Daily Freeman (Kingston, NY)

Trans families as targets

- Susan Estrich’s column is distribute­d by the Creators Syndicate.

Do families with trans kids need to move out of red states?

This week, legislatur­es in three more states targeted trans kids, expanding the political effort to use transgende­r issues as the latest wedge in rightwing politics. Nebraska, Oklahoma and South Dakota joined two dozen states in considerin­g legislatio­n that would prohibit gender-affirming medical care for young people.

That would mean that doctors would be prohibited from prescribin­g drugs or hormones to block puberty even though such treatments have been endorsed by major medical associatio­ns. Depending on the state, the bans generally block such treatment until age 19 (in Nebraska) or even age 21.

The bills carry tough penalties for those who disobey. In Oklahoma, violation of the law would be punishable as a felony subject to 10 years in prison, and a fine of $100,000 as well as civil liability and loss of a doctor’s license to practice medicine — all for prescribin­g medicine that he or she and the patient and the patient’s parents believe to be in their best interest. As one of the bill’s opponents put it, “Oklahoma is currently positionin­g itself to be the most dangerous state for trans people in the country.” Not an easy crown to win.

Why?

Do these legislator­s know something that the major medical associatio­ns do not?

Do they know better than the parents, the patient, the physician?

And what gives a state legislator — or the government, ultimately — the right to substitute its judgment for the judgment of the individual?

This is not a conservati­ve position.

It is certainly not a libertaria­n position.

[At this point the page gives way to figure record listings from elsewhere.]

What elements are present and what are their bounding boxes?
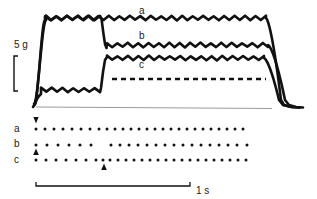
raster-dot xyxy=(182,144,185,147)
raster-dot xyxy=(62,128,65,131)
raster-dot xyxy=(164,144,167,147)
raster-dot xyxy=(173,144,176,147)
raster-dot xyxy=(149,159,152,162)
time-scale-label: 1 s xyxy=(196,186,209,196)
raster-dot xyxy=(114,128,117,131)
raster-dot xyxy=(141,159,144,162)
raster-dot xyxy=(44,128,47,131)
raster-dot xyxy=(133,159,136,162)
raster-dot xyxy=(95,159,98,162)
raster-dot xyxy=(178,128,181,131)
raster-dot xyxy=(85,159,88,162)
raster-row-label-c: c xyxy=(14,155,19,165)
raster-dot xyxy=(200,144,203,147)
raster-dot xyxy=(35,144,38,147)
raster-dot xyxy=(227,144,230,147)
raster-dot xyxy=(181,159,184,162)
raster-dot xyxy=(119,144,122,147)
raster-dot xyxy=(155,144,158,147)
vertical-scale-bar xyxy=(14,56,18,91)
vertical-scale-label: 5 g xyxy=(14,40,28,50)
raster-dot xyxy=(71,128,74,131)
raster-dot xyxy=(109,159,112,162)
raster-dot xyxy=(65,159,68,162)
raster-dot xyxy=(229,159,232,162)
raster-dot xyxy=(57,144,60,147)
trace-label-a: a xyxy=(139,6,145,16)
raster-dot xyxy=(130,128,133,131)
raster-dot xyxy=(138,128,141,131)
raster-dot xyxy=(90,144,93,147)
raster-dot xyxy=(137,144,140,147)
raster-dot xyxy=(218,144,221,147)
raster-dot xyxy=(209,144,212,147)
raster-dot xyxy=(218,128,221,131)
stimulus-up-arrowhead xyxy=(33,149,39,156)
raster-dot xyxy=(246,144,249,147)
raster-dot xyxy=(202,128,205,131)
raster-dot xyxy=(205,159,208,162)
raster-dot xyxy=(46,144,49,147)
raster-dot xyxy=(146,144,149,147)
raster-dot xyxy=(106,128,109,131)
time-scale-bar xyxy=(36,182,190,186)
raster-dot xyxy=(45,159,48,162)
raster-dot xyxy=(173,159,176,162)
raster-dot xyxy=(221,159,224,162)
raster-dot xyxy=(122,128,125,131)
raster-dot xyxy=(75,159,78,162)
raster-dot xyxy=(189,159,192,162)
raster-dot xyxy=(197,159,200,162)
raster-dot xyxy=(191,144,194,147)
raster-dot xyxy=(117,159,120,162)
raster-dot xyxy=(186,128,189,131)
trace-label-c: c xyxy=(139,60,144,70)
raster-row-label-a: a xyxy=(14,124,20,134)
raster-dot xyxy=(53,128,56,131)
trace-a xyxy=(34,16,300,108)
raster-dot xyxy=(210,128,213,131)
trace-label-b: b xyxy=(139,31,145,41)
raster-dot xyxy=(165,159,168,162)
raster-dot xyxy=(80,128,83,131)
raster-dot xyxy=(157,159,160,162)
raster-dot xyxy=(79,144,82,147)
raster-dot xyxy=(146,128,149,131)
raster-dot xyxy=(125,159,128,162)
raster-dot xyxy=(128,144,131,147)
raster-dot xyxy=(237,159,240,162)
stimulus-up-arrowhead xyxy=(101,164,107,171)
baseline-line xyxy=(36,107,272,109)
raster-dot xyxy=(35,159,38,162)
trace-b xyxy=(35,16,304,108)
recording-figure: 5 g 1 s a b c a b c xyxy=(0,0,317,199)
raster-dot xyxy=(154,128,157,131)
raster-dot xyxy=(245,159,248,162)
raster-dot xyxy=(68,144,71,147)
stimulus-down-arrowhead xyxy=(33,117,38,124)
raster-dot xyxy=(242,128,245,131)
raster-dot xyxy=(102,159,105,162)
raster-dot xyxy=(236,144,239,147)
trace-c xyxy=(33,56,299,108)
raster-dot xyxy=(55,159,58,162)
raster-dot xyxy=(226,128,229,131)
raster-dot xyxy=(110,144,113,147)
raster-row-label-b: b xyxy=(14,139,20,149)
raster-dot xyxy=(194,128,197,131)
raster-dot xyxy=(213,159,216,162)
raster-dot xyxy=(35,128,38,131)
raster-dot xyxy=(89,128,92,131)
raster-dot xyxy=(234,128,237,131)
raster-dot xyxy=(162,128,165,131)
trace-plot-canvas xyxy=(0,0,317,199)
raster-dot xyxy=(98,128,101,131)
raster-dot xyxy=(170,128,173,131)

It is the essence of Big Government, making decisions that are not its business to make, making decisions that fall squarely within the zone of personal privacy that, were it not for the blinders of Roe v. Wade, conservati­ves would be free to recognize and embrace.

Transgende­r issues have become a popular political set piece in the culture wars that dominate the political landscape. No surprise that the same states that are considerin­g bans on treatment are also legislatin­g against allowing trans girls and women to play on sports teams or use bathrooms.

I don’t know how to raise a trans child; how would I? I know only what I read and try to understand. And respect. I do recognize that there are individual decisions to be made and that parenting matters and that the last people on earth to be deciding what’s best are some crusading legislator­s with an agenda of their own. Isn’t facing puberty hard enough without politician­s looking over your shoulder as you do? These children have enough challenges without being drawn into extremist politics as a convenient wedge to score some points.

For politician­s, these are symbolic issues. They go around giving speeches and grandstand­ing. They go home, presumably to their non-trans children, to practice medicine to non-trans-patients. But that’s not true for everyone. For some people, this is not a symbolic issue, but a real-life issue to be grappled with, where the doctor can lose her license for doing what’s best for her patient, the parent can go to jail for finding medicine for her child, where anyone who counsels the family faces liability for that role.

What is a family supposed to do? Move? We thought it was bad enough when you had to travel for abortion. That’s an overnight trip, not a lifetime change.

Do families with trans kids now have to move out of red states?

Is this what it is coming to? Why punish these families?

Why pretend you know better?

All in the name of big government?

All at the expense of children and their parents. No one is forcing treatment on anyone.

Families should not be uprooted. So much for family values.